I was perhaps about 10 years old when a local farmer rang us up to say he had found a young badger and would we take it in. So we did; it was a female called Bessy and she lived in the boiler room. She was extremely intelligent, had a very low opinion of cats but loved the dogs. She was pretty well trained; she went in the car.
Can you imagine a guy breaking into your car, and he steals your guitar case ‘cause he thinks it’s a guitar, and he gets it home and opens it up and there’s a rake inside it, an electric toilet plunger and a dog skull? That actually happened.
When I was in Class II, we used to walk about 5 km. to school. I did not know of Olympics or even athletics then. One day, a friend went in a car and left me behind. I was so angry, I wanted to run and outrace the car. I ran so fast that I tripped and fractured my knee.
Book tours are really kind of fun. You get to stay in nice hotels, you are driven everywhere in big silver cars, you are treated as if you are much more important than you are, you can eat steak three times a day at someone else’s expense, and you get to talk endlessly about yourself for weeks at a stretch.
When I was a kid, I’d wake up extraordinarily early every morning and turn on the television, scanning for episodes of ‘The Jetsons.’ For some reason, I loved the notion of a future where there would be flying cars, supercomputers, and most of all, robot maids to take care of the chores.
The tactics that the Trump administration are using on the streets of Portland are abhorrent. People are being literally scooped off the street into unmarked vans, rental cars, apparently. They are being denied probable cause. And they are denied due process. They don’t even know who’s pulling them into the vans.
My father was a doctor, but his passion was making cars, and he was also very good at carpentry. He was a gem, and I don’t blame him for not understanding me. When I told him that I would be leaving, he checked his pocket and took out 100-rupee note and gave it to me. He did not like that I was leaving, yet he gave me the money.
The fact that we can’t easily foresee clues that would betray an intelligence a million millennia farther down the road suggests that we’re like ants trying to discover humans.
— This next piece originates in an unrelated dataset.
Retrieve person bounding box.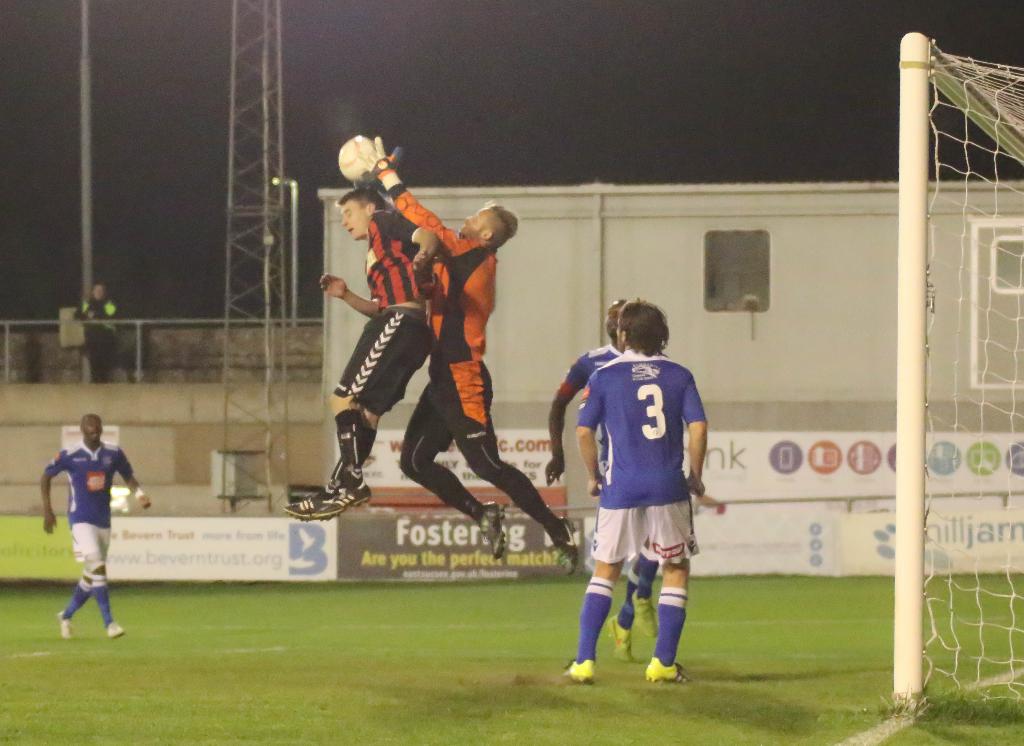
Bounding box: (x1=357, y1=136, x2=583, y2=579).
Ask yourself: Would ants ever recognize houses, cars, or fire hydrants as the work of advanced biology?
Usually, there is no equivalent of air traffic control at sea. Some busy areas operate ‘traffic separation schemes,’ but mostly, ships are treated like cars on roads where there are rules and codes of behavior, and successful, accident-free outcomes depend on everyone respecting them. As on roads, this doesn’t always work.
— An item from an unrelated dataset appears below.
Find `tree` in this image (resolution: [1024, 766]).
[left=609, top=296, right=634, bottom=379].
When I turned 16, my dad made me sign a contract – he made us sign contracts for everything – that if I hit my car, I would be responsible for paying for it. I was in bumper-to-bumper traffic, and I tapped someone. It was so not a big deal, but I had to pay for it.
I know some people who live this much more insulated life in Los Angeles, where their feet never touch public ground. They walk out of their bathroom, their living room, they get into their garage, their car, and the next thing you know, they’re at the valet parking of the restaurant or the store or the office. They’re in a bubble the whole time.
My first car was a little white Volkswagen City Golf. They’ve just been discontinued in South Africa, but they were the staple first car for most of my peer group. It’s the most entry-level four-door four-seater that Volkswagen ever made. I named him Doug. I don’t know why.
New Zealand was such a weird place in the 1980s. For instance, we used to have this commercial in the late 1970s where this guy drives this car and stops outside a corner store. He goes in to buy something, and when he comes out, his car is gone. He’s like, ‘Huh?’ Then a voice says, ‘Don’t leave your keys in the car.’